A new term has been coined by students of urban change: hyper-gentrification.

Ordinary gentrification is well understood, the process by which established communities are churned through by the arrival of wealthy newcomers who demand tidier amenities and improved civic services. The typical narrative has young artists and gay people discovering a run-down neighborhood with cheap rents and great bones, pouring love, energy and relatively modest sums of money into renovations and small business growth, then seeing themselves priced out as the now-polished gem is "discovered" by developers, politicians and would-be Bohemians. Such gentrification leaves scars, but is a natural urban process, part of the ebb and flow of city life.

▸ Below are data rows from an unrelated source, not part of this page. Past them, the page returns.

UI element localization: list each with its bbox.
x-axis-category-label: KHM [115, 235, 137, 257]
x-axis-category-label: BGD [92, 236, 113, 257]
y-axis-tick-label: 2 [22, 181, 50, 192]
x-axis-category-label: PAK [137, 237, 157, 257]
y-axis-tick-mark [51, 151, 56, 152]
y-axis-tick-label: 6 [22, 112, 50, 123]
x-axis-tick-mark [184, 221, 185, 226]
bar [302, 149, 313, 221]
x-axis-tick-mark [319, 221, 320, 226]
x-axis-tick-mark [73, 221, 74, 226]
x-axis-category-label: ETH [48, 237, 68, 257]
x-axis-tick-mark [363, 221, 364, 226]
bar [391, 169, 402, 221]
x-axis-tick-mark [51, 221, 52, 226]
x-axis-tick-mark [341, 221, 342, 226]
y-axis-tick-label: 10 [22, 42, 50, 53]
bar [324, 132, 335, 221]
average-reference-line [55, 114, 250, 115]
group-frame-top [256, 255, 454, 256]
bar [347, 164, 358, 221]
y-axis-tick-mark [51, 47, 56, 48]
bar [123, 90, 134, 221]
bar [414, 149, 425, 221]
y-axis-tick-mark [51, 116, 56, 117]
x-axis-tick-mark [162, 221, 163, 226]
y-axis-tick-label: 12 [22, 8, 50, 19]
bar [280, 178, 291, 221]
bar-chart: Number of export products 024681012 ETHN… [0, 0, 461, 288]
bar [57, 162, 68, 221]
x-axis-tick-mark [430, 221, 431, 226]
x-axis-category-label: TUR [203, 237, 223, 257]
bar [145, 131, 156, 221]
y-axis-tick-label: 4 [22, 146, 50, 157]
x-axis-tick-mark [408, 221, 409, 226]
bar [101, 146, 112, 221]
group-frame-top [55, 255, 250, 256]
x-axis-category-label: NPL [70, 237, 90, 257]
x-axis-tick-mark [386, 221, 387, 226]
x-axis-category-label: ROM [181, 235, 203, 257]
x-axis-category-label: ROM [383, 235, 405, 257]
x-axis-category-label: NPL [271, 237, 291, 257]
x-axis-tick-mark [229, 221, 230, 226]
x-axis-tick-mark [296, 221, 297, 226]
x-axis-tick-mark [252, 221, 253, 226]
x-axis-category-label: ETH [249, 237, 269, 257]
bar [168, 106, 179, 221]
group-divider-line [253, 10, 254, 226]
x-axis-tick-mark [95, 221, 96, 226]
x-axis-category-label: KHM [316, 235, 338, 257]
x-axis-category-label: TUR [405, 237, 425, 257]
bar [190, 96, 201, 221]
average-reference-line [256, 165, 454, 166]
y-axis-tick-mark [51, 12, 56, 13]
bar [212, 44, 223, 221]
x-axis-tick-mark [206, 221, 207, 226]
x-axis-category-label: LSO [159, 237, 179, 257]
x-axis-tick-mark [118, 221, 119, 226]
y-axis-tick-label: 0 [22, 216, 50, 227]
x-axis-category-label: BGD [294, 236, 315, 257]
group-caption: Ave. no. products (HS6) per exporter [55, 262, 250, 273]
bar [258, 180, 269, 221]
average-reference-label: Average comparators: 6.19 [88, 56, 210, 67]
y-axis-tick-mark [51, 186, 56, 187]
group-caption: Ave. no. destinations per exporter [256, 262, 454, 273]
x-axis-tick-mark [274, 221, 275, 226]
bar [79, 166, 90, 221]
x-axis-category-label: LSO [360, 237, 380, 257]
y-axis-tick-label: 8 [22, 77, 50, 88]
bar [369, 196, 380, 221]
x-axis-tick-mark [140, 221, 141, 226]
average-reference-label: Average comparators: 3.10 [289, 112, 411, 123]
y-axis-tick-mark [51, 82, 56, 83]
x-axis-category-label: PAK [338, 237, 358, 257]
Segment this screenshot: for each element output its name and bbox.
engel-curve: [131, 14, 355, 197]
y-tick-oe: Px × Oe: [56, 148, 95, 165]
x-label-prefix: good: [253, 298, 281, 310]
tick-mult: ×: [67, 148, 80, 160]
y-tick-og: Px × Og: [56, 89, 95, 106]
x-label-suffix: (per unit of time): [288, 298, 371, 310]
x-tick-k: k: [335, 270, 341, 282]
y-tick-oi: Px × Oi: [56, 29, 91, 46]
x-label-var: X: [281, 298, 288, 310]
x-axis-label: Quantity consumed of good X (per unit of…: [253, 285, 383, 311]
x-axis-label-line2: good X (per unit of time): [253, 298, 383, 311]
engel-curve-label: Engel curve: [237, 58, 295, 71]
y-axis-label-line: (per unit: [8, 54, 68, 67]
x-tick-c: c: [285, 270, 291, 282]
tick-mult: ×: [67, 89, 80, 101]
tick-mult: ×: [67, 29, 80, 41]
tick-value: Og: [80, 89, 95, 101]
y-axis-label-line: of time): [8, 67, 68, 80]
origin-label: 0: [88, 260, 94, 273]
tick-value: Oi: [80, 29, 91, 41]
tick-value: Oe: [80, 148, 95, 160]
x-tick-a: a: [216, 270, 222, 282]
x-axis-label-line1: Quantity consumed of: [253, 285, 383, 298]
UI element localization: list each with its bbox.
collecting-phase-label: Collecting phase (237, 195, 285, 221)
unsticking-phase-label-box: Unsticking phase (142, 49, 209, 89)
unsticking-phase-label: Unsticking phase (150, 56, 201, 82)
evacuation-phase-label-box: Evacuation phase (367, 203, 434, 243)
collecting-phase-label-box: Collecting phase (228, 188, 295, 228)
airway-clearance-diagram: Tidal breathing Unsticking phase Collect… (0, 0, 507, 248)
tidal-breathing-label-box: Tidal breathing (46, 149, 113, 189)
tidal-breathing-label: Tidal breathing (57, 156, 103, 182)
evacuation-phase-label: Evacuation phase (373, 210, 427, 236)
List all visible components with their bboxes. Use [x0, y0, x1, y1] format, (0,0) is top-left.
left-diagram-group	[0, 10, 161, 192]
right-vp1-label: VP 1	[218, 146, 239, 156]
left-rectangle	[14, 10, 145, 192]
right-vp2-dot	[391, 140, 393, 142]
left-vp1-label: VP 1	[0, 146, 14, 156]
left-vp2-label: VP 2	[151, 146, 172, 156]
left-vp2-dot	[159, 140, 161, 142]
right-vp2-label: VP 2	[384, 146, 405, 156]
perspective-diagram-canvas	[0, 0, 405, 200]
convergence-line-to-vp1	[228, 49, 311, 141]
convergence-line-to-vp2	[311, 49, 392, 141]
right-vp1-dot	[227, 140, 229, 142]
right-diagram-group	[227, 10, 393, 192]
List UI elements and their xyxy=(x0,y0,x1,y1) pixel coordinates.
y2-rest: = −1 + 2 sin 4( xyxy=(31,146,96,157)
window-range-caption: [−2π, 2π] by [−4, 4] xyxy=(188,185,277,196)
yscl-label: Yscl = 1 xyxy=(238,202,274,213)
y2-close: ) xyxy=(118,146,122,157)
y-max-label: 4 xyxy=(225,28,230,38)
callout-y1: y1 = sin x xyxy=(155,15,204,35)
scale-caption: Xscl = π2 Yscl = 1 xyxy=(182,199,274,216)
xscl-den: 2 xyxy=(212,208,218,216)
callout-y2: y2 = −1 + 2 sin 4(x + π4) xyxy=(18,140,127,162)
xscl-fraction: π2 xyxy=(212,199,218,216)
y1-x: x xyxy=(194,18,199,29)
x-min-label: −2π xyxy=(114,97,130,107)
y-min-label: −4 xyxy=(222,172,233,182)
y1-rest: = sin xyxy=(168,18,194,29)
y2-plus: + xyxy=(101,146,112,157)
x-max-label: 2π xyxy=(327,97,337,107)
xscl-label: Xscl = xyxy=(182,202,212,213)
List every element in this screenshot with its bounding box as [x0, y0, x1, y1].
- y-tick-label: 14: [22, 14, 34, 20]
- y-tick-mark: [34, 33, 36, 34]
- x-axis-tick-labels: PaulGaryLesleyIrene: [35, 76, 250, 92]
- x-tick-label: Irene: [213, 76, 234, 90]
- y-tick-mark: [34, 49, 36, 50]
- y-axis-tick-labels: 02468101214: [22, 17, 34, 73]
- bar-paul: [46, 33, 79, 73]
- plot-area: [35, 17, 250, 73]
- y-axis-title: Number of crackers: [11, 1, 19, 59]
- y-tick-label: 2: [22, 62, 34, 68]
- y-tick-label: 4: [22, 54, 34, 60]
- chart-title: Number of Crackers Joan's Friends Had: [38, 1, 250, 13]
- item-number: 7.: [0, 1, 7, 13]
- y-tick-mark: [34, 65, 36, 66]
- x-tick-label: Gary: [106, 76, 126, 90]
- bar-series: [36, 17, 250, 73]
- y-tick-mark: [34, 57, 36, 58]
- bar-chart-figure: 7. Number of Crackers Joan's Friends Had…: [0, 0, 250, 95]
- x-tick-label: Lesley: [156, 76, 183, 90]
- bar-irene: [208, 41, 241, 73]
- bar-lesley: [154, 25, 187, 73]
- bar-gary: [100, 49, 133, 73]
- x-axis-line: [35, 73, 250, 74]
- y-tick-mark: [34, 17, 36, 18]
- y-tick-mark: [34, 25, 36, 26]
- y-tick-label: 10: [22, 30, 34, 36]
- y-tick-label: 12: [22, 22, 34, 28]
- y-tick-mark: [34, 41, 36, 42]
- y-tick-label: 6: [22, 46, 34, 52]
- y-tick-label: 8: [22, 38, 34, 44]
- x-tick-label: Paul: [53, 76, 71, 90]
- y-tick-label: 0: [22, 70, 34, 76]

But what's happening in New York, what's happening to New York, isn't gentrification. The familiar process has been sped up so that changes that once took decades are squeezed into months, the wheels greased by policies coming down from a City Hall that was, until very recently, ruled by a billionaire who never met a REIT he didn't like.

Jeremiah Moss, a pseudonym for a prescient New Yorker who has been chronicling his city's heartbreaking losses for years, calls these policies sociopathic, and the resulting environment diseased. And we have to ask, is a New York which no longer can provide studio space to working artists truly the city that we think it is?

But one bright spot amidst all of this relentless change is that hyper-gentrification hatches dragons worth slaying. A small group of moms, bloggers and bibliophiles have rallied strong support for their unfunded campaign to halt the planned demolition and redevelopment of New York libraries, including author Jonathan Lethem's poignant plea: "great public institutions. . . can't be entrusted to the stewardship of real-estate developers, corporate synergists, media barons, and other ostensibly well-intentioned, deal-drunk one-percenters. Instead we need to tend our own commons, large and small — individual libraries, and the city itself."

In this seemingly one-sided battle, the wee Davids are finding their voice. Maybe they'll win the war yet, or build up some powerful muscles trying.

It may be too late for New York, at least the New York of memory, film and Joseph Mitchell stories. Too much has already been lost. Great cities are the sum of a billion tiny parts, dreams manifested from every corner of the earth, establishments that bear the gravity and grime of generations of practical labor, fortunes built on recipes perfected at four in the morning by driven people whose names are forgotten, hidden things, found things, the places where we connect and are transformed. Great cities are not immortal. Athens died, and Rome and Detroit. The culture moves on, art finds a foothold in another wall.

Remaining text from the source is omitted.